Health Care Is A Human Right

Have you noticed? The current health care debate is about money, not people. Health care should not be a privilege, commodity or source of profit.

Help us change the dialogue. Invite your friends to join the movement to make the Right to Health Care a key part of the discussion.

Read on to learn more about this issue and view the letter (click under the logo) for our Declaration of Health Rights.

On December 10, 1948 the United Nations General Assembly adopted the Universal Declaration of Human Rights. Article 25 of this Declaration proclaimed "Everyone has the right to a standard of living adequate for the health and well-being of himself and of his family, including food, clothing, housing and medical care and necessary social services, and the right to security in the event of unemployment, sickness, disability, widowhood, old age or other lack of livelihood in circumstances beyond his control." For all of the advances made in the United States to ensure individual security, the right to health care and security when sick has fallen by the wayside.

Missing in past and current health reform debate dialogue is acknowledgement that all Americans have the fundamental human right to health care. The current health care system is overburdened, inefficient, expensive and often inaccessible. Many members of American communities do not have access to health care. For some, affordability, geography, cultural and ethnic disparities, or language barriers keep them from receiving health care. Many are without health insurance, and even those with coverage often cannot afford the deductibles or co-pays. For many people, there is a perceived stigma to accessing public health programs or services they are eligible for.


Lost in every prior attempt to reform and improve the health care system is the resolve and determination that all individuals have a fundamental right to affordable, accessible health care. The current health care reform debate among legislators, policy experts, and insurance and pharmaceutical companies continues to root the problem in terms of money and coverage, allowing privilege, commodity, and profit interests to completely dominate the dialogue.  To effectively address this problem, a shared consensus that all Americans have a fundamental human right to health care must be the cornerstone of every community, state, and national effort to enact true health care reform.

We  the undersigned, believe that all people have the right to health care and the opportunity to achieve and enjoy good health. Health is more than the absence of disease, but includes prevention of illness, development of individual potential, and a positive sense of physical, mental and social well-being.


We believe that all people have the right to health care, regardless of age, race, ethnicity, religion, socio-economic or employment status, or geography.


We believe that all people have the right to receive appropriate and quality care when and where they need it.


We believe that health care advancements should be based on dialogue and collaboration among citizens, professionals, communities and policy makers. Health services should be affordable, accessible, effective, efficient and convenient.


We believe in the important role of personal responsibility in health care. It is important to create conditions in which people can and will make good health care choices.


We believe in proactive rather than reactive policy-making. Health care reform dialogue and policy-making needs to be framed in terms of people first, not the financial bottom line.



We as citizens concerned about access to health care and health improvement in communities, states, and the nation, do hereby commit ourselves to advocacy and action to promote the health rights of every American.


**What the task requires**
Collect every line of the records below that contains the word "formula".

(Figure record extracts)
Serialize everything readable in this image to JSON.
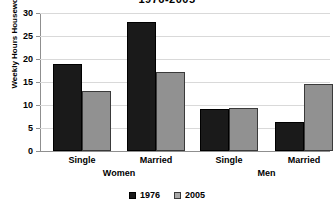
{
  "chart_data": {
    "type": "bar",
    "title": "1976-2005",
    "xlabel": "",
    "ylabel": "Weekly Hours Housework",
    "ylim": [
      0,
      30
    ],
    "yticks": [
      0,
      5,
      10,
      15,
      20,
      25,
      30
    ],
    "grid": true,
    "legend_position": "bottom-center",
    "categories": [
      "Single",
      "Married",
      "Single",
      "Married"
    ],
    "groups": [
      {
        "name": "Women",
        "categories": [
          "Single",
          "Married"
        ]
      },
      {
        "name": "Men",
        "categories": [
          "Single",
          "Married"
        ]
      }
    ],
    "series": [
      {
        "name": "1976",
        "color": "#1a1a1a",
        "values": [
          19.0,
          28.0,
          9.2,
          6.2
        ]
      },
      {
        "name": "2005",
        "color": "#919191",
        "values": [
          13.0,
          17.2,
          9.3,
          14.5
        ]
      }
    ]
  },
  "axis": {
    "y_title": "Weekly Hours Housework",
    "ticks": [
      "30",
      "25",
      "20",
      "15",
      "10",
      "5",
      "0"
    ]
  },
  "categories": {
    "women_single": "Single",
    "women_married": "Married",
    "men_single": "Single",
    "men_married": "Married"
  },
  "groups": {
    "women": "Women",
    "men": "Men"
  },
  "legend": {
    "items": [
      {
        "label": "1976"
      },
      {
        "label": "2005"
      }
    ]
  },
  "title": "1976-2005"
}
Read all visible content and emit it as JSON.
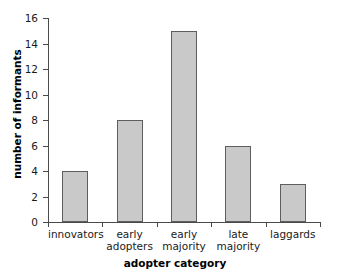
{
  "chart_data": {
    "type": "bar",
    "title": "",
    "xlabel": "adopter category",
    "ylabel": "number of informants",
    "categories": [
      "innovators",
      "early adopters",
      "early majority",
      "late majority",
      "laggards"
    ],
    "values": [
      4,
      8,
      15,
      6,
      3
    ],
    "ylim": [
      0,
      16
    ],
    "ytick_values": [
      0,
      2,
      4,
      6,
      8,
      10,
      12,
      14,
      16
    ],
    "ytick_labels": [
      "0",
      "2",
      "4",
      "6",
      "8",
      "10",
      "12",
      "14",
      "16"
    ],
    "grid": false,
    "legend": false,
    "bar_fill_color": "#c9c9c9",
    "bar_edge_color": "#5e5e5e",
    "axis_color": "#4a4a4a",
    "background_color": "#ffffff"
  }
}
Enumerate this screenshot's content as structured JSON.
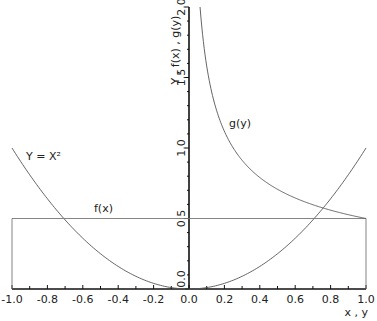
{
  "chart_data": {
    "type": "line",
    "title": "",
    "xlabel": "x , y",
    "ylabel": "Y , f(x) , g(y)",
    "xlim": [
      -1.0,
      1.0
    ],
    "ylim": [
      0.0,
      2.0
    ],
    "grid": false,
    "x_ticks": [
      "-1.0",
      "-0.8",
      "-0.6",
      "-0.4",
      "-0.2",
      "0.0",
      "0.2",
      "0.4",
      "0.6",
      "0.8",
      "1.0"
    ],
    "x_tick_values": [
      -1.0,
      -0.8,
      -0.6,
      -0.4,
      -0.2,
      0.0,
      0.2,
      0.4,
      0.6,
      0.8,
      1.0
    ],
    "y_ticks": [
      "0.0",
      "0.5",
      "1.0",
      "1.5",
      "2.0"
    ],
    "y_tick_values": [
      0.0,
      0.5,
      1.0,
      1.5,
      2.0
    ],
    "series": [
      {
        "name": "Y = X²",
        "formula": "y = x^2",
        "domain": [
          -1.0,
          1.0
        ],
        "x": [
          -1.0,
          -0.8,
          -0.6,
          -0.4,
          -0.2,
          0.0,
          0.2,
          0.4,
          0.6,
          0.8,
          1.0
        ],
        "y": [
          1.0,
          0.64,
          0.36,
          0.16,
          0.04,
          0.0,
          0.04,
          0.16,
          0.36,
          0.64,
          1.0
        ]
      },
      {
        "name": "f(x)",
        "formula": "f(x) = 0.5 on [-1, 1]",
        "domain": [
          -1.0,
          1.0
        ],
        "x": [
          -1.0,
          -1.0,
          1.0,
          1.0
        ],
        "y": [
          0.0,
          0.5,
          0.5,
          0.0
        ]
      },
      {
        "name": "g(y)",
        "formula": "g(y) = 1 / (2 sqrt(y))",
        "domain": [
          0.0625,
          1.0
        ],
        "x": [
          0.0625,
          0.1,
          0.2,
          0.3,
          0.4,
          0.5,
          0.6,
          0.7,
          0.8,
          0.9,
          1.0
        ],
        "y": [
          2.0,
          1.581,
          1.118,
          0.913,
          0.791,
          0.707,
          0.645,
          0.598,
          0.559,
          0.527,
          0.5
        ]
      }
    ],
    "annotations": [
      {
        "text": "Y = X²",
        "near": "left parabola branch, y≈0.95"
      },
      {
        "text": "f(x)",
        "near": "above f(x) line, x≈-0.5"
      },
      {
        "text": "g(y)",
        "near": "right of g(y) curve, y≈1.2"
      }
    ]
  }
}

**Output for this task**
        "formula": "y = x^2",
        "formula": "f(x) = 0.5 on [-1, 1]",
        "formula": "g(y) = 1 / (2 sqrt(y))",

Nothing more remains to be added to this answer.